I thought restriction pattern facet alternatives don't need to be
sorted? This is because the pattern must match the entire value of the
element--there's essentially an implied ^ and $ surrounding the pattern.
So for example, if the pattern facet was "(ab|abc.*)" and an infoset of
<foo>abcxyz</foo>
The first alternative would match the start of the value, but not the
entire value. And so the second alternative would be tried and would
match, so this would validate. The order it tries the match doesn't
really matter since it's all or nothing.
The reason why they need to be sorted with Daffodil's lengthPattern is
because Daffodil doesn't know where the end of the data is. We use the
pattern for scanning. So once a pattern comes back with a match (which
could be the first alternative) we stop scanning. We don't continue
scanning trying all regex alternatives to find the longest, for example.
On 8/5/22 5:50 PM, Mike Beckerle wrote:
Yes you do. All the regex engines I know are greedy.
Besides regexs just being fussy, this is the main reason DFDL has a delimiter
language that is it's own thing. Because the delimiters are specified in
different places, not all together as in a regex. Hence the user has no
opportunity to sort longest to shortest, so DFDL delimiters match all the
possible delimiters that can appear at a point with longest match preferred.
Il Ven 5 Ago 2022, 1:54 PM Roger L Costello <coste...@mitre.org
<mailto:coste...@mitre.org>> ha scritto:
Hi Folks,
Recall that when using dfdl:lengthPattern you must specify its regex
alternatives longest-to-shortest. For example, if you specify this:
dfdl:lengthPattern="abc|abcd"
then you will get a "left over data" error message.

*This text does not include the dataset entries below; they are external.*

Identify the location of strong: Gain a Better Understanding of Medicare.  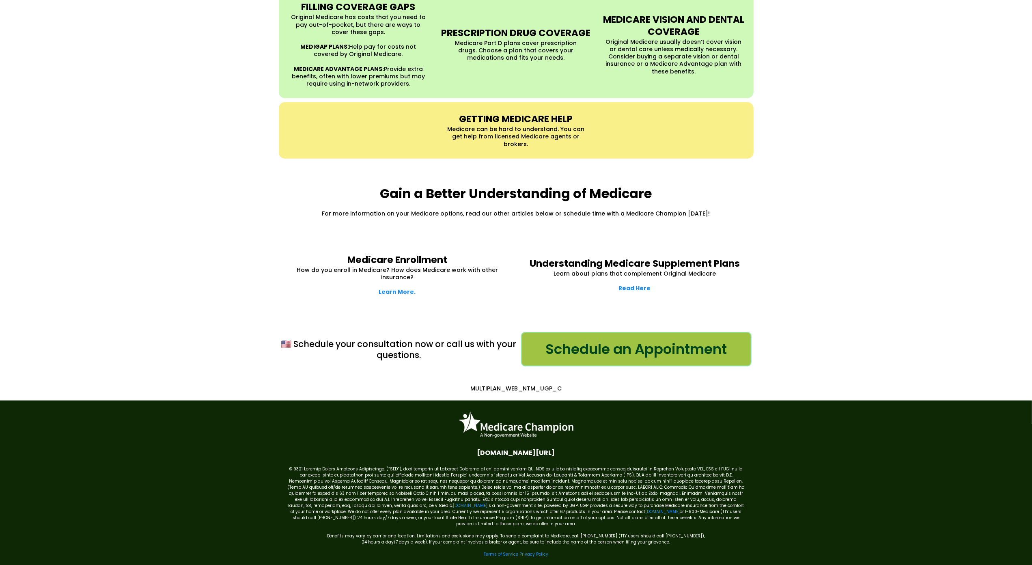
(516, 193).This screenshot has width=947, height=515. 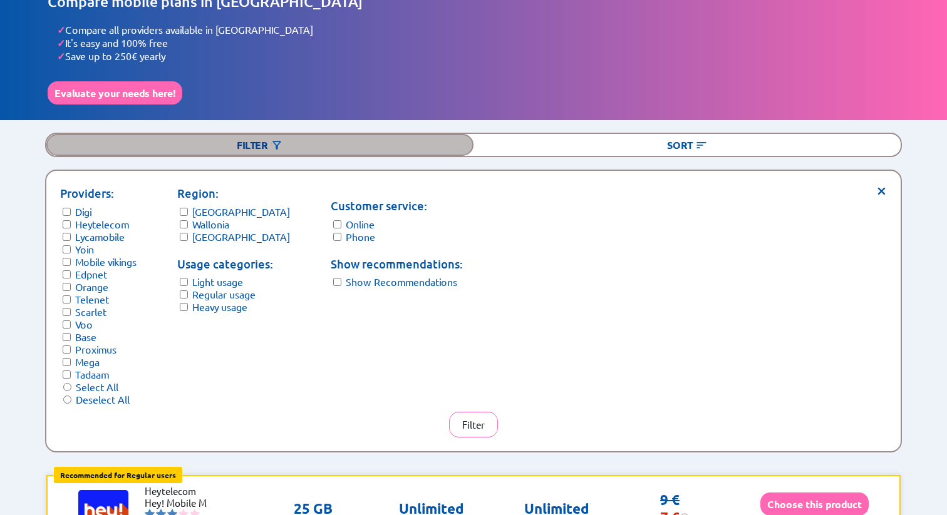 I want to click on img: Button open the sorting menu, so click(x=701, y=145).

So you must sort the alternatives in longest-to-shortest order. That is a
hassle.
The "-V limited" option changes things. It enables me to abandon
dfdl:lengthPattern and instead use the XSD pattern facet:
<simpleType>
<restriction base="string">
<pattern value="abc|abcd"/>
</restriction>
</simpleType>
Question: Do I need to sort the pattern facet alternatives in
longest-to-shortest order? I am hoping the answer is "no".